Oliviero Fiorenzi also uses his own anthropological semiotic apparatus to reintroduce communication tools linked to play. However, distancing himself from Manzoni and Cavadini, the artist, born in Osimo, develops a symbolic alphabet that is closer to a typical practice of the infant, made of experimental prostheses and which operates as a device for contact with the natural elements themselves. The wind, an untamed and unpredictable element, a mystery that travels between the physical and the metaphysical, guides us, as does the figure of the wolf, beyond post-modernity in a becoming of acts of creation where it is the action that makes each exploration a unique and unrepeatable event.

For Edoardo Caimi, language has its roots in the primitive, the technological and the tribal, drawing on the cultures of suburban and rural outskirts, revealing itself through performative acts, sound archetypes, industrial and recycled materials, natural elements, in a narrative framework that imagines survival tools within a post-apocalyptic context.

Ludovica Anversa, through her painting, explores the thin line between figuration and abstraction, fusing hybrid theoretical and visual references. Recurring themes in her work include vulnerability and the relationship between perception and representation of the body. Floating in polymorphous and nebulous spaces that simultaneously evoke the interiors of bodies, bones, plants and insects, Anversa’s works resist determination, opening up a vast spectrum of shadows, impressions and enigmatic presences.

The figures in the paintings inhabit non-linear, anti-narrative spaces, where the body emerges as a permeable and receptive entity.

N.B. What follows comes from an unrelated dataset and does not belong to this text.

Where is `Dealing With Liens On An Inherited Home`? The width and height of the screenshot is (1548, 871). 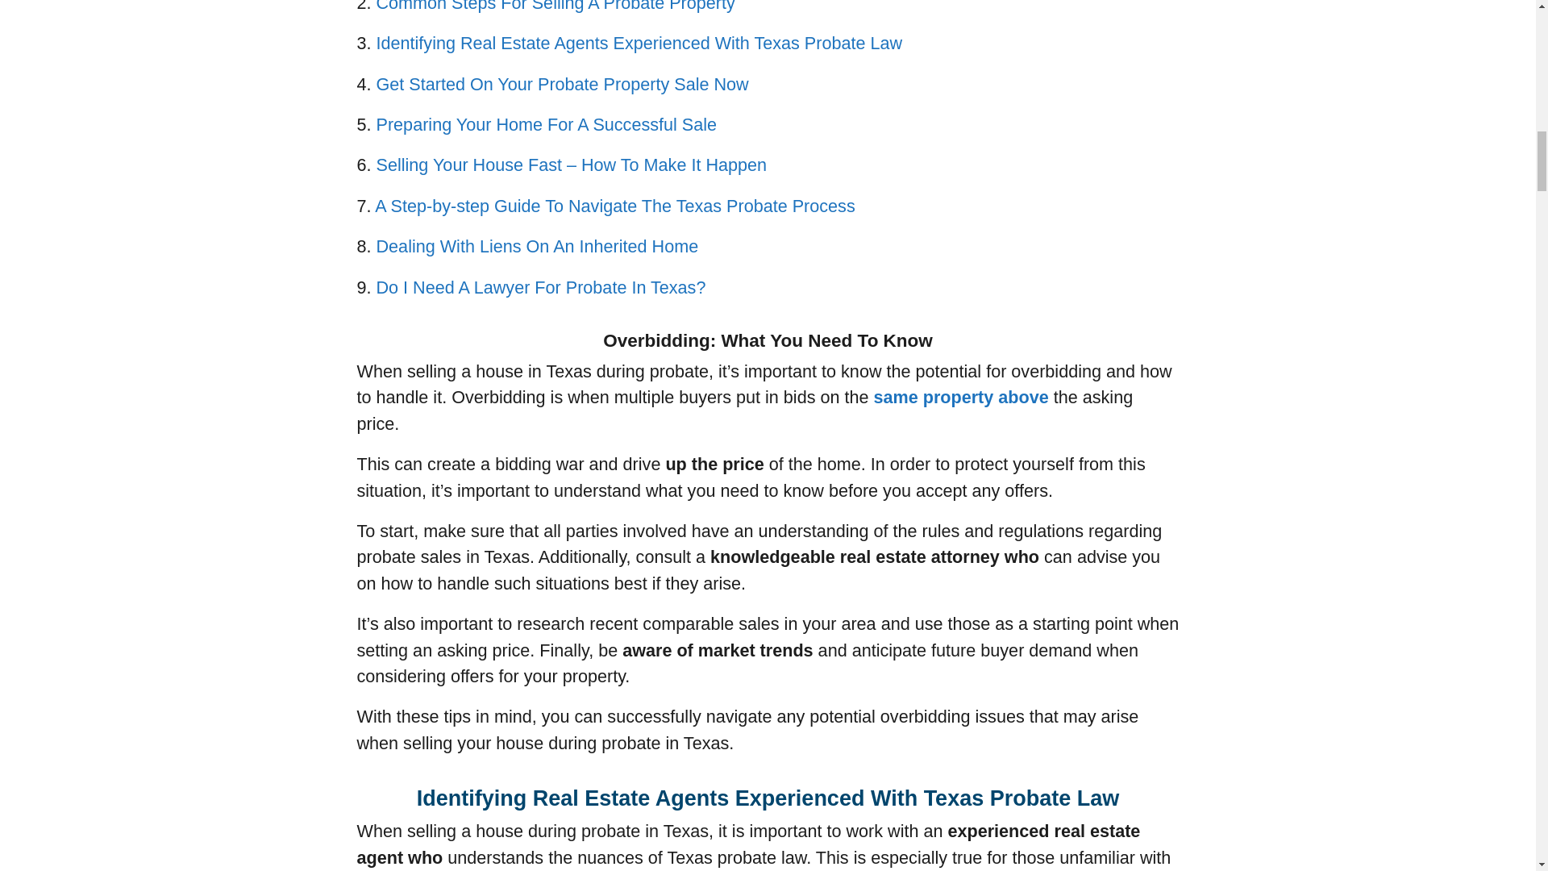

Anversa investigates the precariousness of images, generating a sense of vulnerability that blurs the boundaries between perception and reality. An invitation, that of the artist, to reflect on the fragility of being and the continuous metamorphosis that passes through our existence.

(Text by Riccardo Angossini)

Notes

1 The fable Al lupo, al lupo, in English called Cry wolf, cry wolf!, attributed to Aesop, is among the most important of the author; dated around the 6th century BC, it is also known as The shepherd’s joke.
2 Even the choice of a “group” made up of seven artists is not at all casual and tends towards the search for the “whole”. The number seven, in fact, for different cultures and religions, expresses globality, universality, perfect balance and represents the completed cycle of creation and of every form of knowledge.